Bafflingly, PrEP is still not available as part of the UK's National Health Service (NHS), and the date for a decision in the matter has now been pushed from April to June of this year. In the interim, gay men across the country have become creative in their efforts to obtain the HIV prevention drug Truvada.
Since the UK does make Truvada available as part of a PEP program after unsafe sex, gay Brits concerned about their health have begun visiting various clinics and A&E departments (the UK equivalent of the ER) to obtain Truvada along with partner drug Raltegravir, given together as a measure to stop HIV infection after exposure. The upside: this gives patients free access to PrEP, a month at a time, after visiting each clinic twice (a follow-up appointment is always necessary after receiving the first week of meds). The downside: to get enough of the drug to have a lasting and regular impact, it means having to visit various clinic locations, not to mention wasting the accompanying HIV drug and lying.
Greg Owen, a leading community activist pushing the NHS to catch up with the US in their policies concerning Truvada, even puts instructions on how to clinic-hop on his blog:
"There IS actually a way to get PrEP for free on the NHS. It means working the system! And being a little bit dishonest. But if a little white lie is going to get you some free drugs to keep you HIV negative - is it forgivable? This process is called 'clinic hopping' ... And claiming a false risk of exposure to HIV."
Owen goes on to describe men who will spend one day hopping around to two or three clinics to amass a stockpile of Truvada, then taking a pill every other day to make it last longer.
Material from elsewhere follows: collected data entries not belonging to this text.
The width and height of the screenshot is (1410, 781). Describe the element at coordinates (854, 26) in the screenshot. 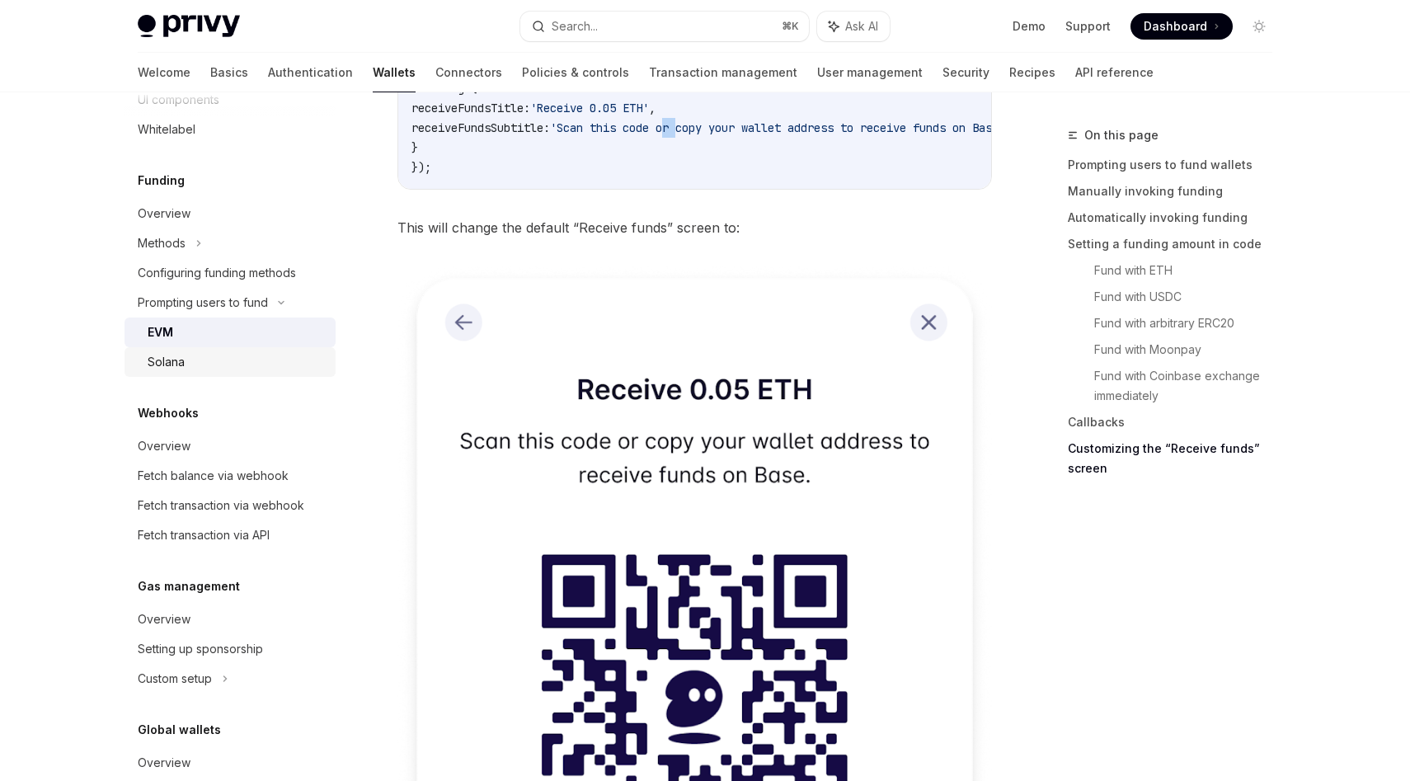

I see `button: Ask AI` at that location.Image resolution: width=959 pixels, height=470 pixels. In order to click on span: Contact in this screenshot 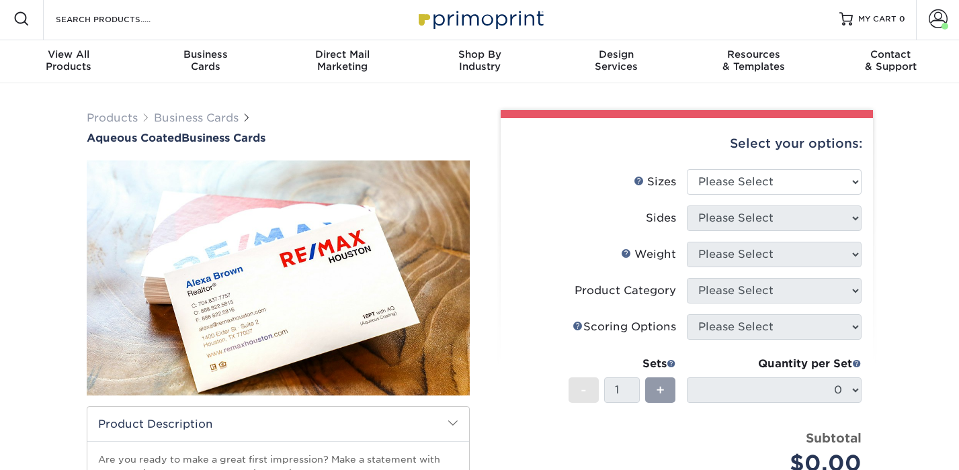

The other drug administered, Raltegravir, conceivably gets flushed down the toilet. "Surely someone in the NHS can see this coming and behave proactively NOW to prevent this waste of much needed funds instead of reactively once we're another year down the line," Owen writes.
If PrEP were a viable option in the UK, the process would be streamlined, and those hoping to avoid the risk of HIV infection won't have to be so resourceful or creative in order to protect their health.